198.4
Who Owns Iran? Trajectories of Ownership and Managerial Power in Public and Parastatal Sectors of the Islamic Republic

Saturday, 21 July 2018: 13:45
Location: 104D (MTCC NORTH BUILDING)
Oral Presentation
Kevan HARRIS, UCLA, USA
As sociologists argue, the privatization of state-owned enterprises in developing countries has been a key arena of corruption and political exchange. Economists usually predict a benign outcome before the fact, but studies of Eastern Europe by Ivan Szelenyi and David Stark show how bureaucratic power in state administrations converts into economic power during economic transition. Given recent shifts in the region, Middle Eastern countries present a new site for testing and developing theories of corruption and the transformation of social status during rapid privatization.
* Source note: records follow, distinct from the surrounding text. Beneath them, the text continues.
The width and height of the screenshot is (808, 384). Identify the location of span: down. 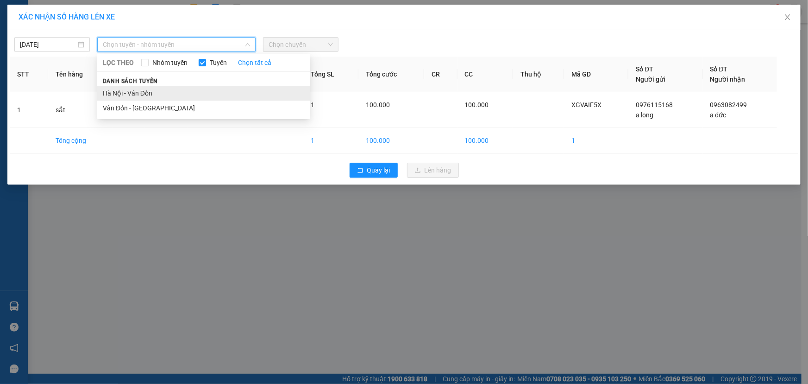
(248, 44).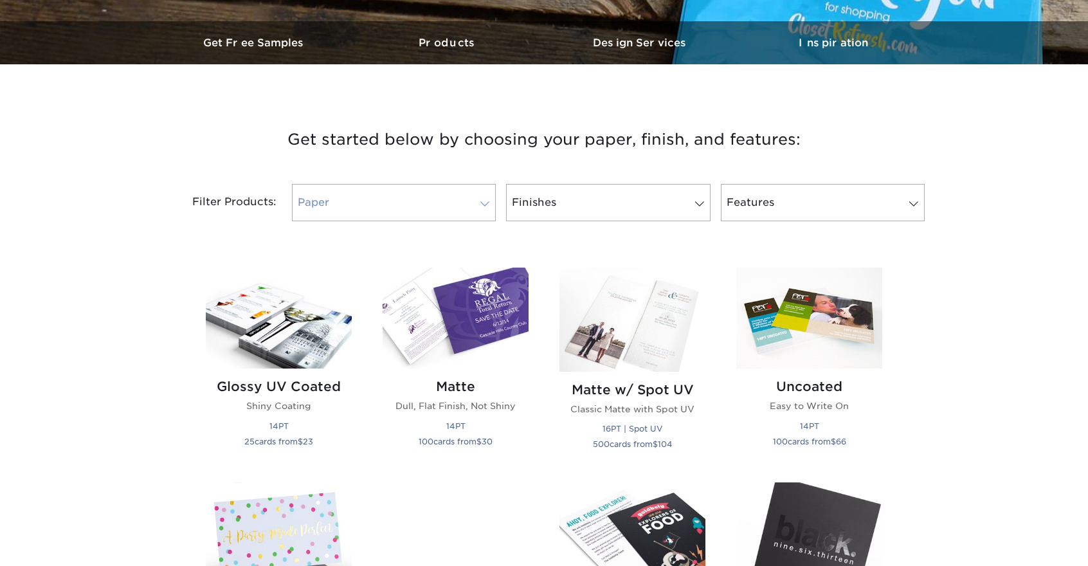 The height and width of the screenshot is (566, 1088). What do you see at coordinates (278, 318) in the screenshot?
I see `img: Glossy UV Coated Postcards` at bounding box center [278, 318].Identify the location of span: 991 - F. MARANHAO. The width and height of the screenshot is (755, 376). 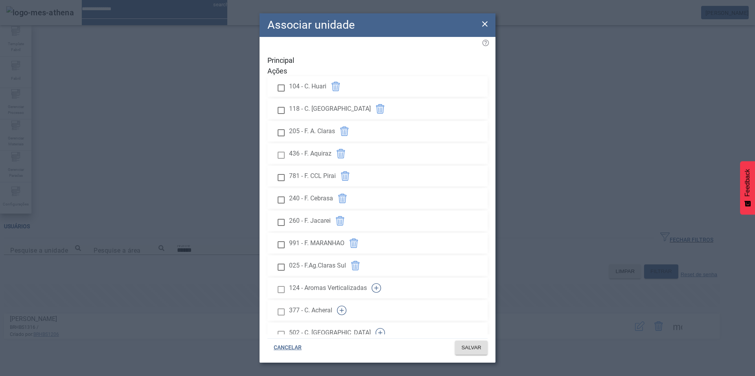
(316, 243).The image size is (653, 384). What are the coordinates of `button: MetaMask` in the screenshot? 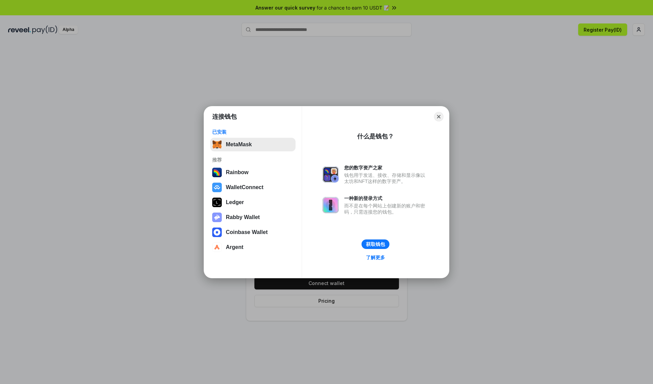 It's located at (253, 145).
In Iran's case, the government agreed in 2015 to limit domestic enrichment of nuclear material in exchange for the elimination of international strictures on investment and financial flows into the country. With investors now able to return to the country, Iran's administration under President Hassan Rouhani undertook a transparency campaign to make financial information available on major domestic companies. Building from recent research on Egypt, Turkey, Lebanon, and Pakistan, this paper utilizes newly available government and corporate sources by drawing from a novel database of financial and sociological information on Iran's top 250 companies across 22 sectors.

I ask two questions in the paper. First, how has the ownership structure of Iran's largest 250 firms changed over the past five years (2012-16), including acquisitions of shares in public companies by domestic pension funds, military and religious foundations, private domestic actors, and foreign direct investment from Europe and Asia? Second, what are the sociological backgrounds of Iran's corporate managerial class, and how does variation in managers' backgrounds differ across economic sectors? Overall, the paper assesses patterns as ownership and managerial control moves from public hands into more opaque, semi-state and grey market zones in order to compare with previous experiences of public sector liberalization in the Middle East, Latin America, East Asia, and Eastern Europe.